At the risk of sounding like a narrator of a wildlife programme: Let's observe a lioness briefly. She wakes up and stretches her limbs because she knows this will help her move better after being still for a while. She starts scanning her surroundings for danger before she even opens her eyes, by smelling and listening. It's safe - she relaxes. Her stomach sends a signal to her brain that she needs to start planning her next meal. She starts walking in the direction where she believes she will find food. All the while, she is only in any present moment, that's all she is capable of. This "limitation" to her brain's ability means that she can fully focus on her senses and what they are picking up. This is how she detects a potential enemy in a pack of hyenas and makes sure she avoids them. This is how she finds food. This is how she survives.

I have heard it, and I have said it: What's the point of surviving if you're not living? Humans believe in fulfillment, in having a purpose of life. The arogance of our species lies in the fact that we believe that we are the ones - and the only ones - with this special role. Out of all the species that lived and died on our planet alone, we believe that we are the ones. Our preoccupation with ourselves is our limitation. We cannot see beyond our own experience of ourselves and the world around us. And because this individual experience is the only reference we have, of course that we feel special, we feel chosen, we feel uniquely important and alone at the same time.

I, just like the lioness we observed, can only smell with my own nose, can only see through my own eyes. Therefore, what I smell and see is the only reality that I recognise. The difference between the lioness and me is that she doesn't spend her whole life trying to make sense of what she experiences. She is happy for it to just be what it is. Her reality is defined by her needs: she feels hunger so her reality becomes looking for food; she feels tired so her reality becomes getting some sleep; she finds herself in danger so her reality becomes fighting or running to survive.

It begs the question: which one of us is living more fully (if an acceptable definition of living is: experiencing life as it is in any given moment)? I, the philosopher looking for patterns, mystical signs, scientific explanations and spiritual meaning in every moment, or the lioness, fully emerged in her senses - in her experience of her life?

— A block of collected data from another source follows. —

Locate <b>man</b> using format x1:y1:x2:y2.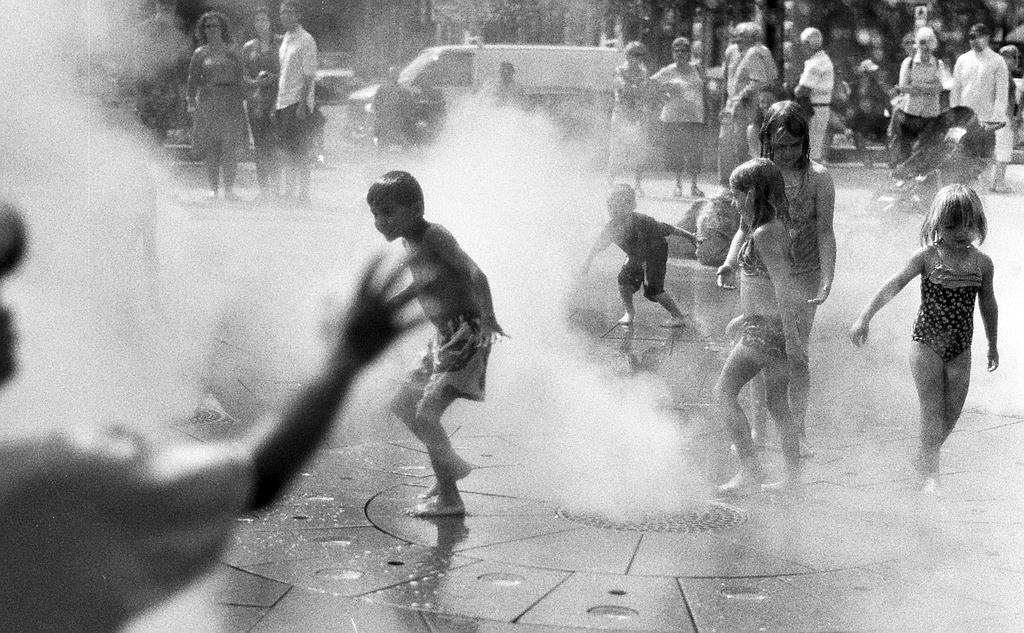
894:29:945:170.
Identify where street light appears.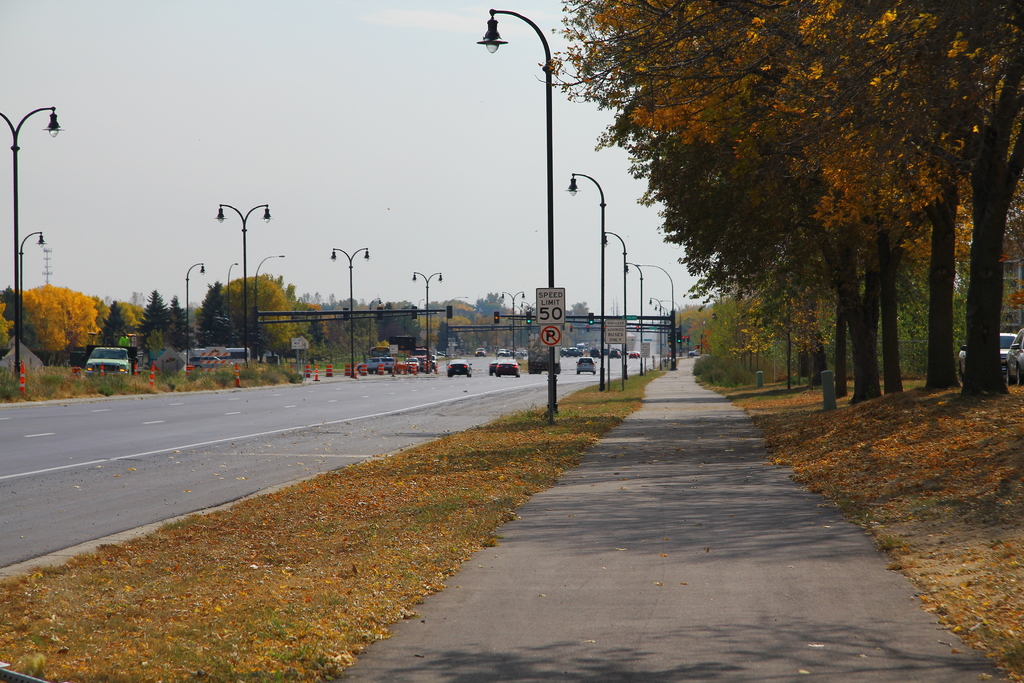
Appears at [409,269,442,373].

What came up for me after this thinking is that accepting my own limitations sounds like a defeat at first, but when you look closer, it is a gift to self. I take this box of wonders that are my senses, my abilities, my full potential - it is a box full of wonder. I have tried to look outside of this box for more, I wasn't happy to settle for what is in the box. Maybe because I was taught that I, as a human, should be special - and maybe I didn't feel special, maybe I felt like I just am, much like the lioness. So I kept looking and searching outside of my box of who I am, for this special something that will finally make me whole. And all this time I missed many moments of my life that I could only have experienced by using what is already in my box of who I am. It is so simple, and easy, and it has always been there.